Product Overview
Delius wrote Appalachia --The American Rhapsody, a 40-minute tone-poem for full orchestra, chorus and soloists, in 1896 and significantly revised it in 1904. He considered it not only one of his best works, but one in which he had expressed himself most completely. His artistic development, he asserted, was spurred by the plantation songs carried down the river to him at Solano Grove: ‘They showed a truly wonderful sense of musicianship and harmonic resource in which they treated a melody, and hearing their singing in such romantic surroundings it was then and there that I first felt the urge to express myself in music.’ The singers of whom he spoke were the African Americans who tended crops or loaded cargo onto ships, just one generation removed from the Civil War and emancipation, many with personal memories of the tragedy of slavery. Delius named it Appalachia believing that to be the Native American word for the entire North American continent. It conjures images of sultry tropical forests draped with Spanish moss, waterways teeming with exotic flowers, and bird songs -- invoking the contradictory feelings of the songs that inspired it: exhilaration, melancholy, and exuberance, culminating in the triumph of human dignity over suffering.
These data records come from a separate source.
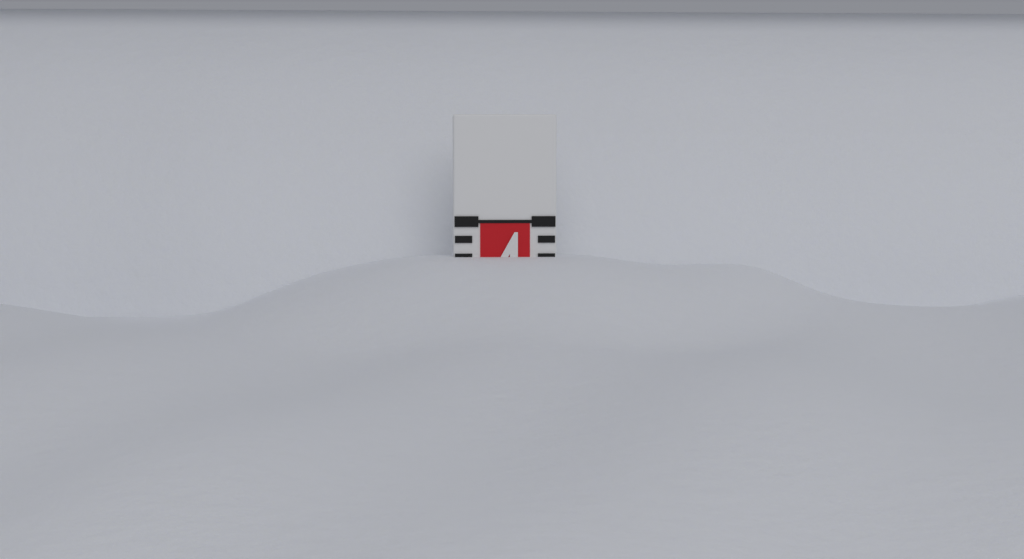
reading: 3.8 (no unit)
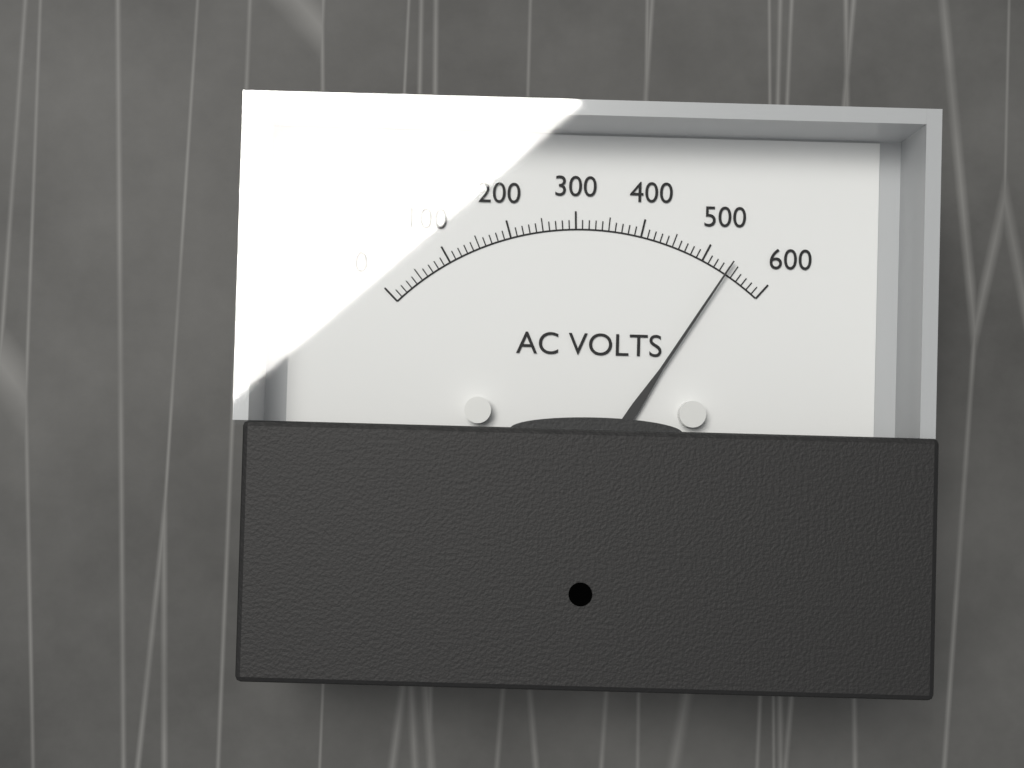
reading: 540 V
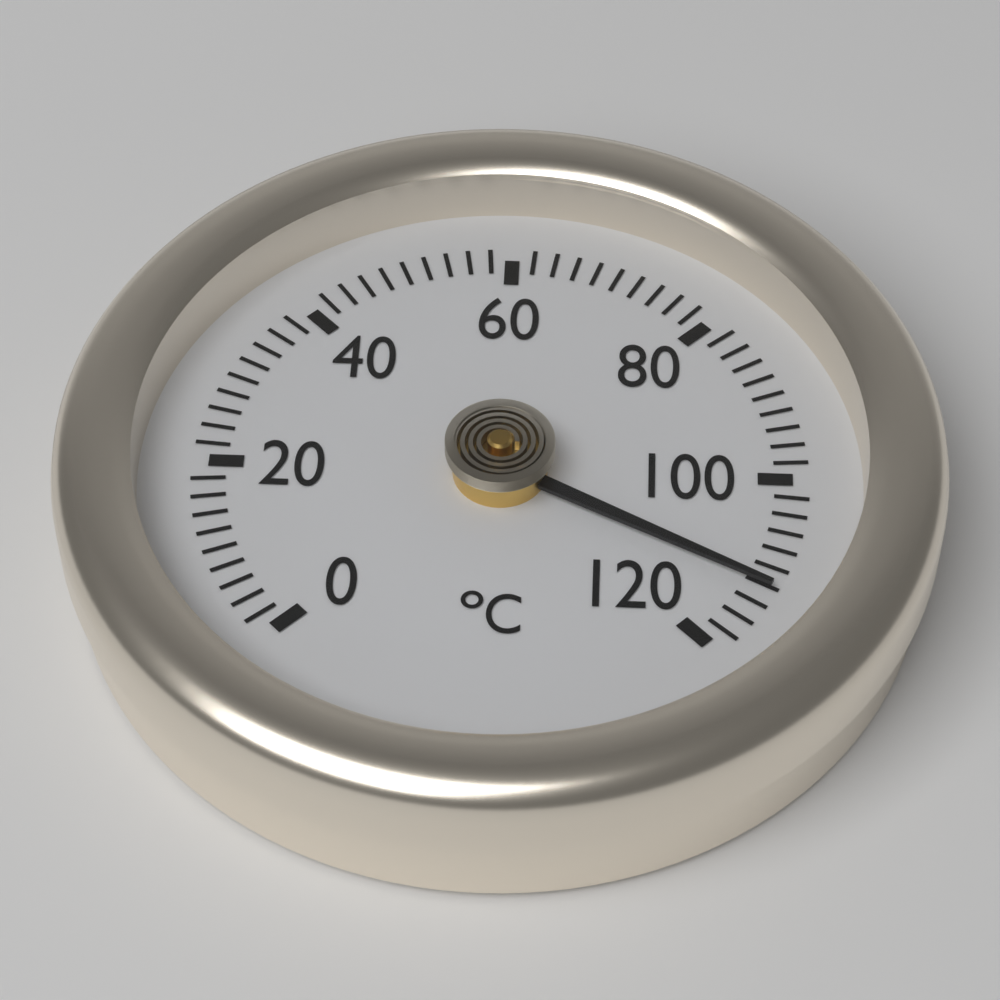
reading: 112 °C
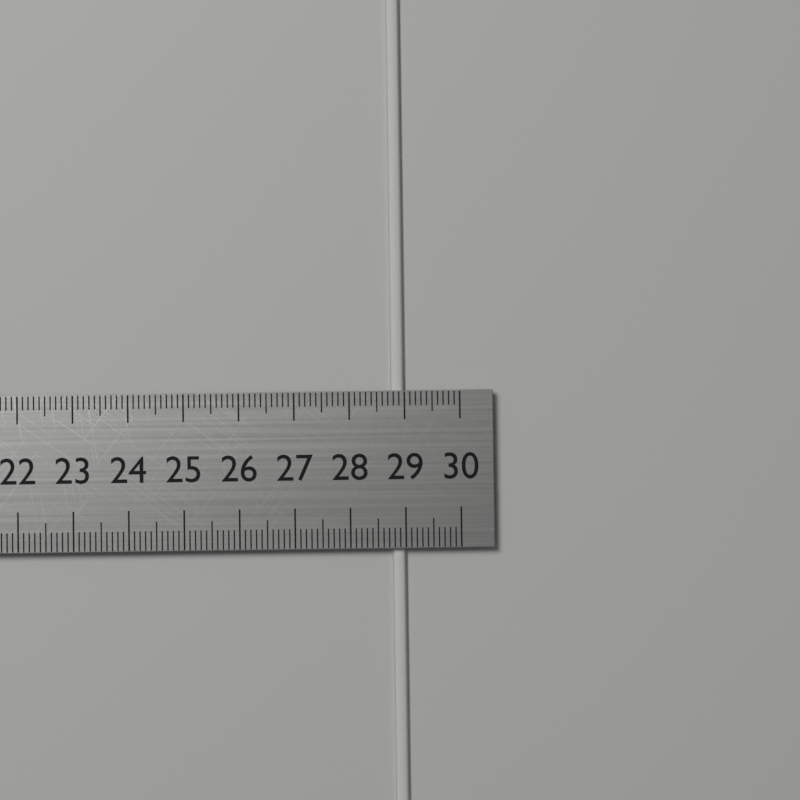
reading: 29.0 cm
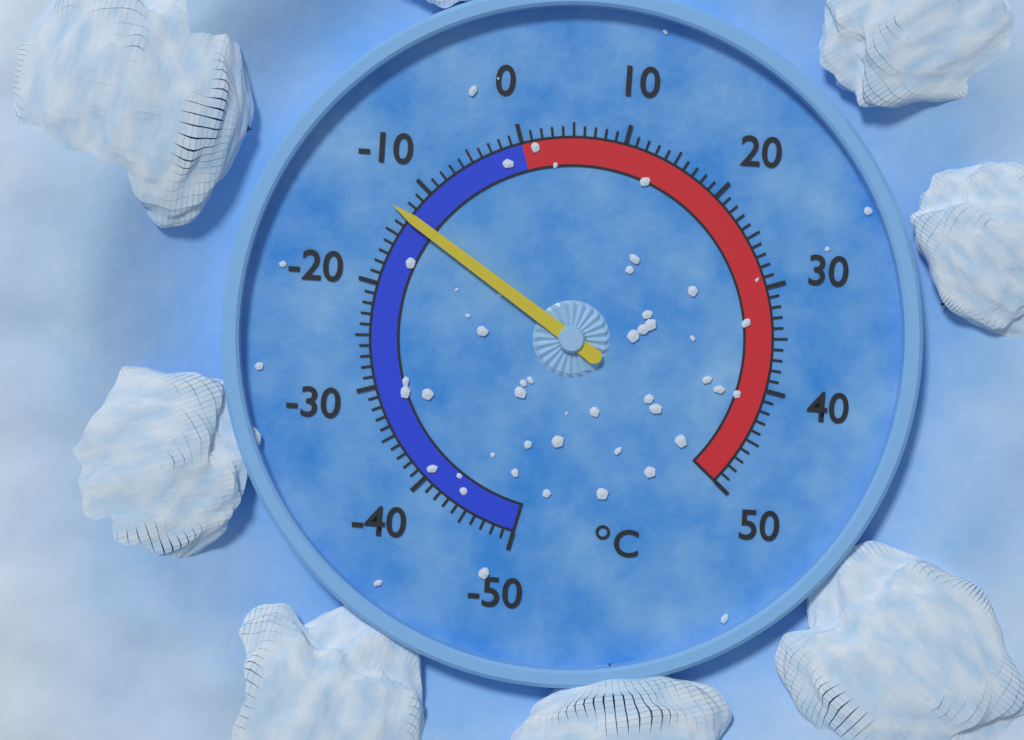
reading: -13 °C
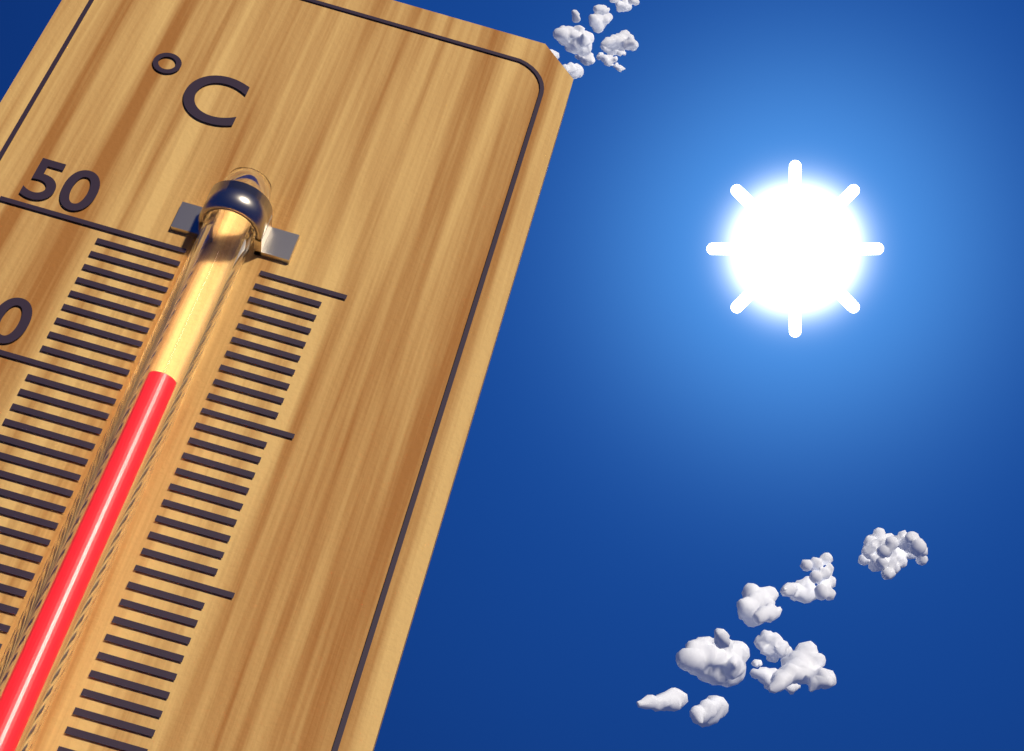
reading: 40 °C
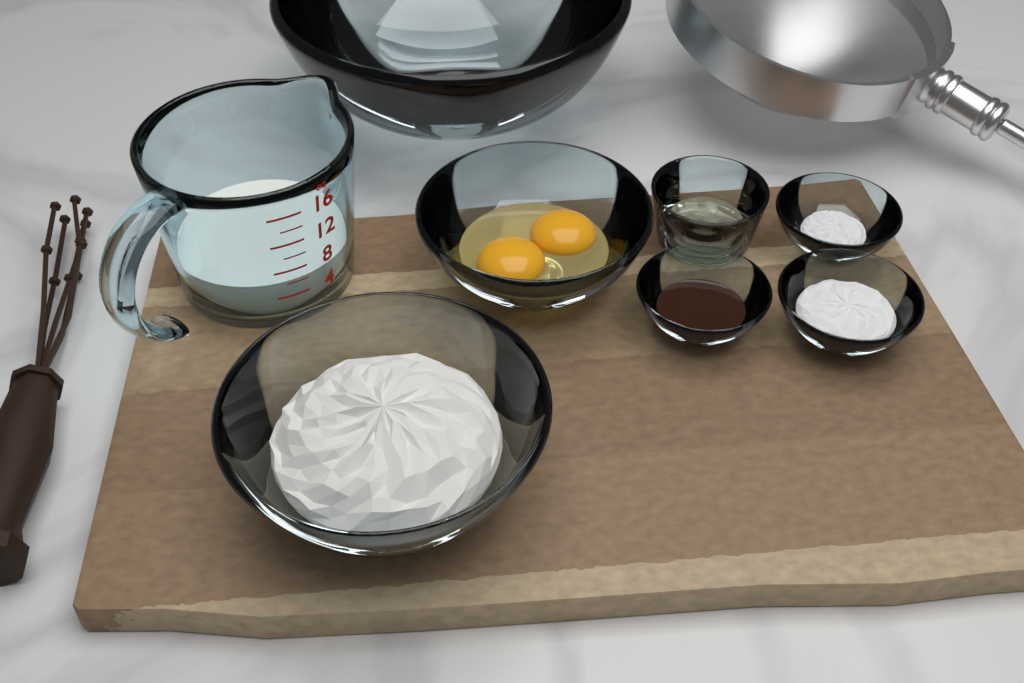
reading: 6 oz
Particularly innovative features include:
- Use of the blues-note characteristic ofAfrican-American-derived music, i.e. the lowered third which temporarily transforms the tonic into a minor chord, expressing pathos while introducing harmonic ambiguity and endless possibilities for modulation
- The driving rhythms of work songs.
Wanting to make more of Delius's opus available to today's concert-goers, Marcia Stockton selected excerpts from Appalachia and crafted this arrangement for strings in 2014. The arrangement captures the beauty and flavor of Delius's work in a much shorter piece, translating its complex timbres into a string orchestra's varied palette.